Istvan Lazi: Leaving the Ghetto
Categorized: Front Page, Students Tagged: Ghetto, Hungarian Dalit
Istvan Lazi, a Hungarian Dalit, speaks of struggles for a better life.
My name is Istvan Lazi. My nickname is Benu. I was born at Kazincbarcika, in Northern Hungary, in 1987. My family are gypsies. It is difficult for non-gypsies to understand what that really means. Most non-gypsies think it is a matter of race or skin colour, but it is not. To be a gypsy is a belonging. It is to be part of a community where everyone knows, ‘We are gypsies’. Gypsies are a community of people who have the same way of thinking about things. Even though skin colour is not the main point about being a gypsy, many gypsies are dark skinned. When two Buddhist friends visited us recently from India, people seeing us together thought they were my relatives. If an Indian doesn’t speak English then people in Hungary will think he is a gypsy.
In my village there are several gypsy localities, all separate from the non-gypsies. There is the gypsy locality where I live - most of these, my people, are gypsies who have been in Hungary for many centuries and speak Hungarian. There is another smaller gypsy locality for Vlach gypsies who came from Romania a century or so ago and speak the ancient gypsy language, which is quite similar to Hindi and other North Indian languages. The number of gypsies is growing in my village as more gypsy families move in and they are now in the majority. So conflicts are growing with the non-gypsies because none of them want a gypsy neighbour. The mayors of many Hungarian villages are always counting how many gypsies there are in the village - because it is obvious that they are becoming the majority and that they do not want.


» Task directions:
Repeat the listing below line for line, exactly as shown.

» Supplied records:
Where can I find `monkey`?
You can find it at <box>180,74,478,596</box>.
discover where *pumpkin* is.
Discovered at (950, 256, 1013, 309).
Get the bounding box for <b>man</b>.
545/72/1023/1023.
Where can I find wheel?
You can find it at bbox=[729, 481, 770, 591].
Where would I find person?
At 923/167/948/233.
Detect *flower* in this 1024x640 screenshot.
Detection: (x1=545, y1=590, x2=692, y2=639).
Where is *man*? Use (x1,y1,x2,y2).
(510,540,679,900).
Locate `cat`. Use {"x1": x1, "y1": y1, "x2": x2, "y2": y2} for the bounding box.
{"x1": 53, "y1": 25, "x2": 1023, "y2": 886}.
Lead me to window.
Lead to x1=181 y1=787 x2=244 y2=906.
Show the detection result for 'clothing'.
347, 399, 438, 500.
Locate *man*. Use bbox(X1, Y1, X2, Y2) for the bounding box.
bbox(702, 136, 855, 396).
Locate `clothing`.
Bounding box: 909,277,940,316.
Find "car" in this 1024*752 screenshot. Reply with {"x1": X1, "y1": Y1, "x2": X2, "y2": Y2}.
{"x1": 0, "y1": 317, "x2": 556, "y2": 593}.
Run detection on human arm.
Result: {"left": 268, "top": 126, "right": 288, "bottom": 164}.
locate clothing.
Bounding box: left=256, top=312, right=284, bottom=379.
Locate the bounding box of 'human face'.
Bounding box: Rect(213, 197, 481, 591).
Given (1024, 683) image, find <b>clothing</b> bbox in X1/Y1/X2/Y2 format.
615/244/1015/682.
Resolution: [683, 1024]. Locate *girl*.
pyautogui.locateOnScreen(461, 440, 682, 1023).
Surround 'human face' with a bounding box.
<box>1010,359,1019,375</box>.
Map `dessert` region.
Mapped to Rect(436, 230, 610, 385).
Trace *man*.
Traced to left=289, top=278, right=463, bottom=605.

» Response to the exercise:
Where can I find `monkey`?
You can find it at <box>180,74,478,596</box>.
discover where *pumpkin* is.
Discovered at (950, 256, 1013, 309).
Get the bounding box for <b>man</b>.
545/72/1023/1023.
Where can I find wheel?
You can find it at bbox=[729, 481, 770, 591].
Where would I find person?
At 923/167/948/233.
Detect *flower* in this 1024x640 screenshot.
Detection: (x1=545, y1=590, x2=692, y2=639).
Where is *man*? Use (x1,y1,x2,y2).
(510,540,679,900).
Locate `cat`. Use {"x1": x1, "y1": y1, "x2": x2, "y2": y2} for the bounding box.
{"x1": 53, "y1": 25, "x2": 1023, "y2": 886}.
Lead me to window.
Lead to x1=181 y1=787 x2=244 y2=906.
Show the detection result for 'clothing'.
347, 399, 438, 500.
Locate *man*. Use bbox(X1, Y1, X2, Y2) for the bounding box.
bbox(702, 136, 855, 396).
Locate `clothing`.
Bounding box: 909,277,940,316.
Find "car" in this 1024*752 screenshot. Reply with {"x1": X1, "y1": Y1, "x2": X2, "y2": Y2}.
{"x1": 0, "y1": 317, "x2": 556, "y2": 593}.
Run detection on human arm.
Result: {"left": 268, "top": 126, "right": 288, "bottom": 164}.
locate clothing.
Bounding box: left=256, top=312, right=284, bottom=379.
Locate the bounding box of 'human face'.
Bounding box: Rect(213, 197, 481, 591).
Given (1024, 683) image, find <b>clothing</b> bbox in X1/Y1/X2/Y2 format.
615/244/1015/682.
Resolution: [683, 1024]. Locate *girl*.
pyautogui.locateOnScreen(461, 440, 682, 1023).
Surround 'human face' with a bounding box.
<box>1010,359,1019,375</box>.
Map `dessert` region.
Mapped to Rect(436, 230, 610, 385).
Trace *man*.
Traced to left=289, top=278, right=463, bottom=605.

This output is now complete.